A Private Little War(72)
Carter didn’t know what Eddie said to them, but after a few minutes, the indigs all came filing back in and went right back to their business with no trouble and without a word.
Having been unable to find sleep no matter how hard he looked, Carter’d been watching most of the excitement from the tent line—sitting wrapped in his warm coat, campaign blanket across his lap, in a chair he’d dragged over for a better view of the proceedings. He had a jug of coffee with him, spiked with vitamin supplement, and a tin cup, some cigarettes. It was better than television, except that he couldn’t really hear anything. But he sat and made hard jokes along with Tommy Hill (“You look like a grandma,” Tommy had said. “All you need are glasses and forty cats.”) and Jack, who was looking significantly less spooked now, and had been one of the gang who’d marched the indigs out in the first place. Oddly, he couldn’t seem to remember quite why it’d been a good idea. When Carter asked him about it, he claimed it was something about spies, about traitors. “Didn’t much matter once the guns came out,” he said. “It was something to do.”
Seeing the indigs come back, Carter wondered how much doubt had been sown in the hearts of their ostensible comrades by that little misunderstanding. He wondered what happened to a people when their strong, alien gods and saviors were suddenly proven fallible, mortal—proven merely human, for lack of a better word. What happened when that façade of all-powerful omnipotence abruptly began to show cracks?
Nothing, to look at them. And Carter thought how maybe that wasn’t so surprising. His mother was a born-again Christian, having drifted late in life into a sect of severe Pentecostal believers. She had, for a time, tried to instill a similar whiplash faith in the magic of Jesus and the Resurrection in Carter and his brothers. It never really took, but he remembered the way she’d believed so unquestioningly in everything. God didn’t make mistakes. And even when it was apparent that God had made a mistake, God still didn’t make mistakes. It was all part of a divine plan, the details of which mere mortals were not privy to. It was all intended.
Convictions like that could make things very easy for the faithful, and Carter thought that maybe it was the same thing here. So long as they killed for the indigs, beat down their age-old enemies from on high, and spilled blood for their cause, maybe they didn’t care much what else happened.
So when it was done—once all the indigs had stepped back across that invisible boundary and back into camp—Carter had continued watching, curious about what would come next until nothing did and, eventually, he grew bored.
Carter thought that maybe the indigs felt they’d done something to anger the flying gods and that it was only a god’s infinite mercy for the chosen that allowed them back into their good graces. Believers, he knew, were big on that self-flagellation thing. The children of the Big Gods always seemed to believe that wrongness dwelt exclusively in them. That the objects of their devotion were made of stainless steel. At the time, he figured that must’ve just been the nature of the thing. He figured it was over.
When they had their service for Morris Ross that night after dinner, many of the indigs crowded around to watch. They stood silently, just outside the ring of light cast by the hooded lamps the humans used to illuminate their mourning, and stared with big, damp eyes as the pilots, in turn, stood with their heads down, in full battle dress, and listened to Ted eulogize Morris. His coffin was already closed and sealed. When Ted was finished, each of the pilots approached and signed his name to the outside of the box with a laser etcher, and that was that. They’d done the same for Danny once. With Morris, it became a tradition.
It took all of a half hour, the ceremony. But as it ended and they all turned to walk away, Carter noticed that the indigs had vanished. Not just from the area, but from the whole camp. It was very quiet and very dark and suddenly spooky in the way that a house, abandoned in haste, can sometimes be—the setting grown suddenly cold in the absence of living things.
That night, they all heard explosions in the distance—artillery, almost definitely.
Carter and Fenn lay awake in their racks, smoking and listening to the faraway cacophony. For a long time, neither of them said a word.
It was only a few shells, and they never figured out who was shooting at whom. But that didn’t matter. The fact that someone had been shooting at all was enough. And when it was done, someone had come and stood a moment just outside the flap of their tent. Didn’t knock. Didn’t come in. Just stood there for a few long seconds, then was gone. It was too dark to see who it was, but Carter knew.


▶ [ASSIGNMENT]
When the string "ellipsis" appears in a line of the records, show the whole line.

Extracted records:

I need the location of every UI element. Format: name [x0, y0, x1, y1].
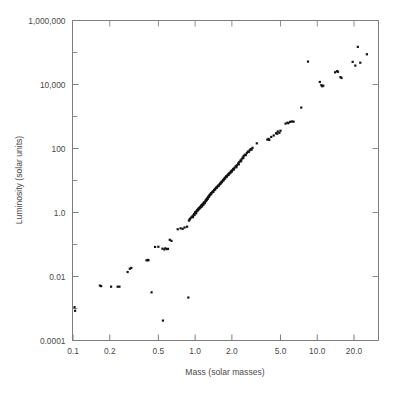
data-point — [284, 123, 286, 125]
data-point — [187, 296, 189, 298]
data-point — [352, 61, 354, 63]
data-point — [307, 60, 309, 62]
data-point — [186, 226, 188, 228]
data-point — [238, 163, 240, 165]
data-point — [278, 132, 280, 134]
x-tick-label: 10.0 — [309, 346, 326, 356]
data-point — [127, 271, 129, 273]
data-point — [270, 136, 272, 138]
data-point — [195, 212, 197, 214]
data-point — [240, 160, 242, 162]
data-point — [183, 226, 185, 228]
mass-luminosity-plot: 1,000,00010,0001001.00.010.0001 0.10.20.… — [0, 0, 403, 395]
data-point — [177, 228, 179, 230]
x-tick-label: 1.0 — [189, 346, 201, 356]
data-point — [157, 246, 159, 248]
data-point — [268, 139, 270, 141]
data-point — [130, 267, 132, 269]
y-tick-label: 10,000 — [40, 80, 66, 90]
data-point — [337, 71, 339, 73]
data-point — [242, 157, 244, 159]
data-point — [167, 248, 169, 250]
data-point — [319, 81, 321, 83]
data-point — [245, 154, 247, 156]
y-tick-label: 1,000,000 — [28, 16, 66, 26]
y-axis-title: Luminosity (solar units) — [14, 136, 24, 224]
scatter-chart: 1,000,00010,0001001.00.010.0001 0.10.20.… — [0, 0, 403, 395]
data-point — [366, 53, 368, 55]
data-point — [322, 85, 324, 87]
data-point — [235, 166, 237, 168]
data-point — [74, 310, 76, 312]
data-point — [110, 286, 112, 288]
data-point — [147, 259, 149, 261]
data-point — [340, 77, 342, 79]
data-point — [170, 240, 172, 242]
data-point — [359, 62, 361, 64]
data-point — [276, 133, 278, 135]
data-point — [154, 246, 156, 248]
x-tick-label: 2.0 — [226, 346, 238, 356]
data-point — [292, 121, 294, 123]
x-tick-label: 0.1 — [67, 346, 79, 356]
y-tick-label: 0.0001 — [40, 336, 66, 346]
x-tick-label: 0.2 — [104, 346, 116, 356]
data-point — [357, 46, 359, 48]
x-tick-label: 0.5 — [153, 346, 165, 356]
data-point — [256, 142, 258, 144]
data-point — [273, 134, 275, 136]
data-point — [182, 228, 184, 230]
x-axis-title: Mass (solar masses) — [185, 367, 264, 377]
x-tick-label: 20.0 — [346, 346, 363, 356]
data-point — [179, 227, 181, 229]
data-point — [279, 130, 281, 132]
data-point — [162, 319, 164, 321]
data-point — [161, 248, 163, 250]
data-point — [354, 64, 356, 66]
data-point — [100, 285, 102, 287]
data-point — [300, 106, 302, 108]
y-tick-label: 100 — [52, 144, 66, 154]
data-point — [118, 286, 120, 288]
data-point — [251, 147, 253, 149]
data-point — [150, 291, 152, 293]
x-tick-label: 5.0 — [275, 346, 287, 356]
y-tick-label: 1.0 — [54, 208, 66, 218]
data-point — [73, 306, 75, 308]
y-tick-label: 0.01 — [49, 272, 66, 282]
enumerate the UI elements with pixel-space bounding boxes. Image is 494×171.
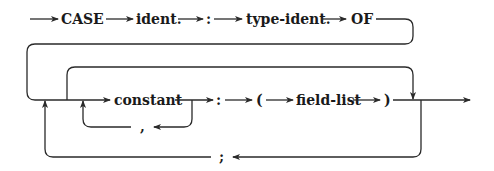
close-paren-symbol: ) <box>384 92 391 108</box>
wrap-connector <box>27 19 413 100</box>
semicolon-loop-back <box>45 101 211 157</box>
semicolon-loop-return <box>233 100 421 157</box>
semicolon-loop: ; <box>45 100 421 165</box>
comma-symbol: , <box>140 118 145 134</box>
ident-label: ident. <box>136 11 182 27</box>
main-row: constant : ( field-list ) <box>67 92 470 108</box>
constant-label: constant <box>114 92 183 108</box>
open-paren-symbol: ( <box>256 92 263 108</box>
case-variant-syntax-diagram: CASE ident. : type-ident. OF constant : … <box>0 0 494 171</box>
keyword-case: CASE <box>61 11 104 27</box>
field-list-label: field-list <box>296 92 362 108</box>
colon-symbol: : <box>206 11 211 27</box>
type-ident-label: type-ident. <box>246 11 331 27</box>
top-row: CASE ident. : type-ident. OF <box>27 11 413 100</box>
colon-symbol: : <box>216 92 221 108</box>
keyword-of: OF <box>351 11 373 27</box>
semicolon-symbol: ; <box>219 149 224 165</box>
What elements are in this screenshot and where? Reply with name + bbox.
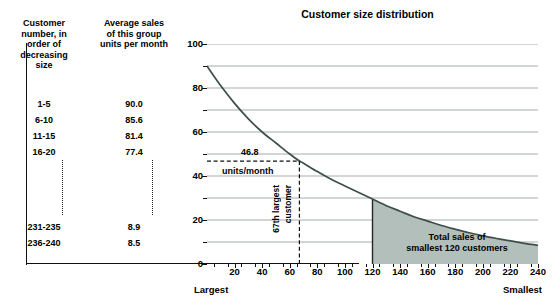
x-axis-minor-tick bbox=[297, 264, 298, 267]
y-axis-tick-label: 20 bbox=[177, 214, 203, 225]
x-axis-label-largest: Largest bbox=[194, 284, 228, 295]
table-rows-bottom: 231-235 8.9 236-240 8.5 bbox=[0, 219, 180, 251]
cell-customer-range: 11-15 bbox=[0, 131, 88, 141]
threshold-units-label: units/month bbox=[222, 166, 274, 176]
table-row: 231-235 8.9 bbox=[0, 219, 180, 235]
x-axis-tick-mark bbox=[345, 264, 346, 268]
x-axis-tick-mark bbox=[235, 264, 236, 268]
y-axis-tick-mark bbox=[202, 220, 207, 221]
x-axis-minor-tick bbox=[366, 264, 367, 267]
table-rows-top: 1-5 90.0 6-10 85.6 11-15 81.4 16-20 77.4 bbox=[0, 96, 180, 160]
x-axis-minor-tick bbox=[531, 264, 532, 267]
x-axis-tick-mark bbox=[483, 264, 484, 268]
x-axis-minor-tick bbox=[517, 264, 518, 267]
chart-panel: Customer size distribution bbox=[180, 0, 555, 305]
customer-sales-table: Customer number, in order of decreasing … bbox=[0, 0, 180, 305]
header-line: number, in bbox=[0, 29, 88, 40]
x-axis-minor-tick bbox=[435, 264, 436, 267]
x-axis-tick-mark bbox=[290, 264, 291, 268]
table-header-average-sales: Average sales of this group units per mo… bbox=[88, 18, 180, 71]
table-header-row: Customer number, in order of decreasing … bbox=[0, 18, 180, 71]
x-axis-minor-tick bbox=[407, 264, 408, 267]
y-axis-tick-mark bbox=[202, 176, 207, 177]
y-axis-tick-label: 100 bbox=[177, 38, 203, 49]
y-axis-tick-mark bbox=[202, 264, 207, 265]
y-axis-tick-label: 40 bbox=[177, 170, 203, 181]
cell-customer-range: 231-235 bbox=[0, 222, 88, 232]
x-axis-minor-tick bbox=[310, 264, 311, 267]
cell-customer-range: 1-5 bbox=[0, 99, 88, 109]
header-line: size bbox=[0, 60, 88, 71]
x-axis-minor-tick bbox=[352, 264, 353, 267]
x-axis-minor-tick bbox=[255, 264, 256, 267]
y-axis-line bbox=[26, 43, 27, 265]
x-axis-tick-mark bbox=[538, 264, 539, 268]
table-header-customer-number: Customer number, in order of decreasing … bbox=[0, 18, 88, 71]
y-axis-minor-tick bbox=[203, 154, 207, 155]
y-axis-minor-tick bbox=[203, 66, 207, 67]
x-axis-minor-tick bbox=[462, 264, 463, 267]
x-axis-tick-mark bbox=[262, 264, 263, 268]
header-line: order of bbox=[0, 39, 88, 50]
x-axis-minor-tick bbox=[448, 264, 449, 267]
x-axis-minor-tick bbox=[269, 264, 270, 267]
x-axis-minor-tick bbox=[379, 264, 380, 267]
cell-customer-range: 236-240 bbox=[0, 238, 88, 248]
y-axis-minor-tick bbox=[203, 242, 207, 243]
x-axis-minor-tick bbox=[338, 264, 339, 267]
table-row: 11-15 81.4 bbox=[0, 128, 180, 144]
x-axis-tick-mark bbox=[428, 264, 429, 268]
y-axis-tick-label: 0 bbox=[177, 258, 203, 269]
x-axis-minor-tick bbox=[214, 264, 215, 267]
header-line: Average sales bbox=[88, 18, 180, 29]
customer-marker-label-line2: customer bbox=[283, 185, 293, 223]
area-label-line: smallest 120 customers bbox=[392, 243, 522, 254]
x-axis-tick-mark bbox=[317, 264, 318, 268]
x-axis-tick-mark bbox=[400, 264, 401, 268]
y-axis-minor-tick bbox=[203, 110, 207, 111]
cell-average-sales: 8.5 bbox=[88, 238, 180, 248]
table-ellipsis-column-1 bbox=[62, 160, 63, 215]
x-axis-minor-tick bbox=[421, 264, 422, 267]
y-axis-minor-tick bbox=[203, 198, 207, 199]
chart-title: Customer size distribution bbox=[180, 8, 555, 20]
cell-average-sales: 85.6 bbox=[88, 115, 180, 125]
cell-average-sales: 81.4 bbox=[88, 131, 180, 141]
x-axis-minor-tick bbox=[504, 264, 505, 267]
x-axis-minor-tick bbox=[241, 264, 242, 267]
x-axis-minor-tick bbox=[324, 264, 325, 267]
threshold-value-label: 46.8 bbox=[241, 147, 259, 157]
x-axis-minor-tick bbox=[283, 264, 284, 267]
customer-marker-label-line1: 67th largest bbox=[271, 185, 281, 233]
y-axis-tick-mark bbox=[202, 132, 207, 133]
area-label-line: Total sales of bbox=[392, 232, 522, 243]
x-axis-tick-mark bbox=[373, 264, 374, 268]
header-line: of this group bbox=[88, 29, 180, 40]
x-axis-tick-mark bbox=[510, 264, 511, 268]
x-axis-minor-tick bbox=[490, 264, 491, 267]
header-line: units per month bbox=[88, 39, 180, 50]
header-line: decreasing bbox=[0, 50, 88, 61]
header-line: Customer bbox=[0, 18, 88, 29]
y-axis-tick-mark bbox=[202, 44, 207, 45]
x-axis-label-smallest: Smallest bbox=[503, 284, 542, 295]
y-axis-tick-label: 60 bbox=[177, 126, 203, 137]
x-axis-tick-mark bbox=[455, 264, 456, 268]
x-axis-minor-tick bbox=[476, 264, 477, 267]
cell-customer-range: 6-10 bbox=[0, 115, 88, 125]
shaded-area-label: Total sales of smallest 120 customers bbox=[392, 232, 522, 254]
y-axis-tick-label: 80 bbox=[177, 82, 203, 93]
y-axis-tick-mark bbox=[202, 88, 207, 89]
x-axis-minor-tick bbox=[393, 264, 394, 267]
cell-average-sales: 90.0 bbox=[88, 99, 180, 109]
table-row: 6-10 85.6 bbox=[0, 112, 180, 128]
cell-average-sales: 8.9 bbox=[88, 222, 180, 232]
chart-figure: Customer number, in order of decreasing … bbox=[0, 0, 555, 305]
cell-average-sales: 77.4 bbox=[88, 147, 180, 157]
x-axis-minor-tick bbox=[228, 264, 229, 267]
table-row: 1-5 90.0 bbox=[0, 96, 180, 112]
table-row: 16-20 77.4 bbox=[0, 144, 180, 160]
cell-customer-range: 16-20 bbox=[0, 147, 88, 157]
table-ellipsis-column-2 bbox=[152, 160, 153, 215]
table-row: 236-240 8.5 bbox=[0, 235, 180, 251]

▶ [EXERCISE OUTPUT]
table-ellipsis-column-1 bbox=[62, 160, 63, 215]
table-ellipsis-column-2 bbox=[152, 160, 153, 215]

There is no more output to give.